Addressed her troubled relationship with her sister, fellow Oscar winner Joan Fontaine, de Havilland simply says it was at stoked by the media.
She told the Associated Press: “A feud implies continuing hostile conduct between two parties. I cannot think of a single instance wherein I initiated hostile behavior.”
She added, “But I can think of many occasions where my reaction to deliberately inconsiderate behavior was defensive.”
Of their dynamic as sisters, she noted, “On my part, it was always loving, but sometimes estranged and, in the later years, severed. … ‘Dragon Lady,’ as I eventually decided to call her, was a brilliant, multi-talented person, but with an astigmatism in her perception of people and events which often caused her to react in an unfair and even injurious way.’ ”
Asked what she would say if her sister were alive for her birthday she responded, “Out of self-protection I would maintain my silence!”
Link/Video: http://www.people.com/article/olivia-de-havilland-100-birthday-plans
Olivia de Havilland: Hollywood grande dame to celebrate 100th birthday
By Lee Smith, CNN Updated 1036 GMT (1836 HKT) June 30, 2016
Olivia de Havilland remains one of the last survivors of Hollywood’s glamorous heyday of the 1930s and ’40s. The star celebrates her 100th birthday on Friday, July 1. De Havilland, the personification of kind and genteel ladies in the movies, initially wanted to be a schoolteacher. But she began acting professionally at 18 and enjoyed a career that spanned from the mid-’30s to the late ’80s.
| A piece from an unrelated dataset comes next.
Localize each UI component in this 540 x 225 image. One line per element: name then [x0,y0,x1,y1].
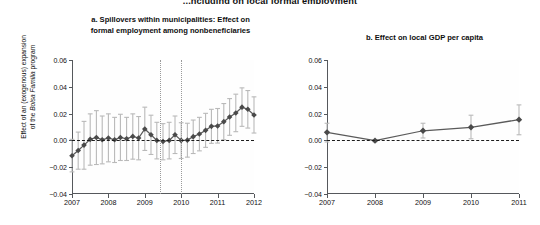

Here, in an uncharacteristic pose, she relaxes at home with a cigarette and beer in the early 1940s.
(CNN) She was pretty and demure, and usually played sympathetic heroines with ladylike airs in a movie career that spanned three decades.
But off-screen she was a fighter, maneuvering for challenging roles and winning a tough legal battle against a major studio, a victory that still resonates in Hollywood 70 years later.
This Friday, Olivia de Havilland proves once again she’s no ordinary Hollywood survivor. The Oscar-winning actress is celebrating her 100th birthday as the last surviving female superstar from the golden era of movies. Her chief male competitor, Kirk Douglas, will join the centenarian club in December, but de Havilland made her screen debut more than 10 years before him.
She first became famous as a damsel in distress opposite Errol Flynn in swashbuckling epics such as “Captain Blood” (1935) and “The Adventures of Robin Hood” (1938).
Her most enduring role came in “Gone With the Wind” (1939), still Hollywood’s top moneymaking film when adjusted for inflation. Her sweet and gentle Melanie Wilkes seemed too good to be true, but she held her own against the fiery Scarlett O’Hara.
Olivia de Havilland (age 99): French women taught me tact, restraint, subtlety, ‘no’ to banality, discretion #aging
De Havilland won two Academy Awards for best actress — for “To Each His Own” (1946) and “The Heiress” (1949) — after breaking free from what she considered the unworthy parts being offered to her at Warner Bros. She successfully sued the studio in 1943 after it tried to extend her seven-year contract. Under the old contract system, studios wielded enormous power over actors, forcing them to take roles and suspending them without pay if they refused.
De Havilland’s case helped shift the power from the big studios of that era to the mega-celebrities and powerful talent agencies of today, and it remains a cornerstone of entertainment law.
The Hollywood grande dame has lived in Paris for six decades and outlasted most of her contemporaries, including her younger sister, actress Joan Fontaine, with whom she had a notoriously testy relationship.
In an interview last year for a recent Vanity Fair profile, writer William Stadiem remarked of de Havilland: “Her face is unlined, her eyes sparkling, her fabled contralto soaring … her memory photographic. She could easily pass for someone decades younger.”
To see this classic movie star in action, you can tune in to Turner Classic Movies on Friday nights in July. TCM, a Time Warner company like CNN, has named de Havilland its star of the month.